The David House Agency
The David House Agency is a Los Angeles-based international crisis resource agency that helps international travelers facing wrongful imprisonment and other complex legal and political situations abroad.
The David House Agency was founded in 2011 by Eric Volz after his own experience of wrongful detainment in Nicaragua. In an article about the agency, The New York Times describes it as "a hybrid of international detective work, legal research, political analysis, and diplomatic lobbying." The agency works on all aspects of international detainment cases, including case management, hiring and managing of local counsel, fundraising guidance, strategic communications, private diplomacy and lobbying, and aftercare measures.The agency has been at the center of many high-profile cases overseas. Most recently, the David House Agency worked on the wrongful conviction case of Matthew and Grace Huang, a Los Angeles couple erroneously accused of starving their 8-year-old adopted daughter to death in Qatar in January 2013. Their conviction was overturned in December 2014, ending a two-year legal saga and lift of a travel ban—enabling the couple to leave Qatar and reunite with their two sons in the US.
The agency also aided Amir Mirzaei Hekmati, a 28-year-old former U.S. Marine convicted of spying for the CIA in Iran, Jason Puracal, an American who was wrongfully imprisoned in Nicaragua on charges of international drug trafficking, money laundering and organized crime, and the three American hikers taken into custody and accused of spying by Iranian border guards while hiking in Iraqi Kurdistan.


Exercise requirements: Search the listing below for the word "initial" and return each line that contains it.

Input for this task:
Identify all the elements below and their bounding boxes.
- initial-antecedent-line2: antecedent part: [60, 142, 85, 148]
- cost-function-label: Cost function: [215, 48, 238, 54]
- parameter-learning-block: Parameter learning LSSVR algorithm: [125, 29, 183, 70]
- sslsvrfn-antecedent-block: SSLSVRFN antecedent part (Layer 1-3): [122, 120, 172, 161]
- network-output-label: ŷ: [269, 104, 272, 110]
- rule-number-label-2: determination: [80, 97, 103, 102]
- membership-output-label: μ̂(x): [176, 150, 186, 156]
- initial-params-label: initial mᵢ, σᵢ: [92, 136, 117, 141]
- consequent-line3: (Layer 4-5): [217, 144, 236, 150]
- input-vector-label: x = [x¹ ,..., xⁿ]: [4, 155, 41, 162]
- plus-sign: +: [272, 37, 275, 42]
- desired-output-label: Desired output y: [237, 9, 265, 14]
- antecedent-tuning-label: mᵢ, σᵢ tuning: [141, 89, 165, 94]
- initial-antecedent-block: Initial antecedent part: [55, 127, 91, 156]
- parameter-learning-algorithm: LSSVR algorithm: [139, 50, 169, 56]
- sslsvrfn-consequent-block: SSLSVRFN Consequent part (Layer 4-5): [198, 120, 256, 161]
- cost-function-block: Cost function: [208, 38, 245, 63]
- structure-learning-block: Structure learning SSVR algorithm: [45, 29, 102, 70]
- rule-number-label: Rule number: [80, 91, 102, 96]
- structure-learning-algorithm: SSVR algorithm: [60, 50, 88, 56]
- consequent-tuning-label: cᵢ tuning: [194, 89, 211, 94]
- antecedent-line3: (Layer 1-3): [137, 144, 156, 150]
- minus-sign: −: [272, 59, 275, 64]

* * *

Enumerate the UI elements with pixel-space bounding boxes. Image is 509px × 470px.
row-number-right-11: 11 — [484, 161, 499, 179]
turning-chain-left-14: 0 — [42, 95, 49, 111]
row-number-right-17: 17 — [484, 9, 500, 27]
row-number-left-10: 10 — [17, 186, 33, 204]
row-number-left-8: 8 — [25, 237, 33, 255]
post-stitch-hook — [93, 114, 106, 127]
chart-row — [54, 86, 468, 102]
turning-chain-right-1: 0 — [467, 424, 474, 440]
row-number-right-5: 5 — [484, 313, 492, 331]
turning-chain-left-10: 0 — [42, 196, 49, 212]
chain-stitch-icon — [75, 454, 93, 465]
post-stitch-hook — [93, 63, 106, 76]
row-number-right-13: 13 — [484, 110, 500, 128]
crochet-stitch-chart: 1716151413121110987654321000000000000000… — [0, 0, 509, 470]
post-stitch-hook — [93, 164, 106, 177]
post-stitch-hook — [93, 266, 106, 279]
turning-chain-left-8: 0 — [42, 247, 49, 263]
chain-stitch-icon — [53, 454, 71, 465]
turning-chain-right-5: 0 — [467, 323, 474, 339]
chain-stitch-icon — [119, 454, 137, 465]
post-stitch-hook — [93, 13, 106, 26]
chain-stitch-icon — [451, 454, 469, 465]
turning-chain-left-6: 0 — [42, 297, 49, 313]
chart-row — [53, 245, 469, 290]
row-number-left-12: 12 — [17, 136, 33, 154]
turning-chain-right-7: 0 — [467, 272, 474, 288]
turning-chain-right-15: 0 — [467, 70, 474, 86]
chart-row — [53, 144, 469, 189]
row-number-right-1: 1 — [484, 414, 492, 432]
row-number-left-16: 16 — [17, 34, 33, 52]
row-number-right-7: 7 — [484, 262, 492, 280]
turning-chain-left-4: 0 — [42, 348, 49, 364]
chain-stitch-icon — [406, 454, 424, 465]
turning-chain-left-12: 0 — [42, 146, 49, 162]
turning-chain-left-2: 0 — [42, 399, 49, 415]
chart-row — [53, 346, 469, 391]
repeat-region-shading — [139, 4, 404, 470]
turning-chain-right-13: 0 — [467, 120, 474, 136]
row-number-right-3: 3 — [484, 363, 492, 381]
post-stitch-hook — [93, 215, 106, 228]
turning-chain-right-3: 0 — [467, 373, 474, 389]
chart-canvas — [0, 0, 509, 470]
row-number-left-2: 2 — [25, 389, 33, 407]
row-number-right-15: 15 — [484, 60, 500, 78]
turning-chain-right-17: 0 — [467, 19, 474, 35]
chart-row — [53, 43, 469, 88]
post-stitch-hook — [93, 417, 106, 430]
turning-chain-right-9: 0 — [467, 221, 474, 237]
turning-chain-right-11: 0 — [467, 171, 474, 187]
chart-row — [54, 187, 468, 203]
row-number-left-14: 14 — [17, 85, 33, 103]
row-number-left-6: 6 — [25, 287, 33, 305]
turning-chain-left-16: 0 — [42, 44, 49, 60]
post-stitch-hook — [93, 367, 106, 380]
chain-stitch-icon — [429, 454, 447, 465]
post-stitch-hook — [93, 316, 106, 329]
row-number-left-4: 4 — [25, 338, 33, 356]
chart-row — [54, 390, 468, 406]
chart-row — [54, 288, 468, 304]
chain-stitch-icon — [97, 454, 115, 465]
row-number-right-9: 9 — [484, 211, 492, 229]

Task solution:
- initial-antecedent-line2: antecedent part: [60, 142, 85, 148]
- initial-params-label: initial mᵢ, σᵢ: [92, 136, 117, 141]
- initial-antecedent-block: Initial antecedent part: [55, 127, 91, 156]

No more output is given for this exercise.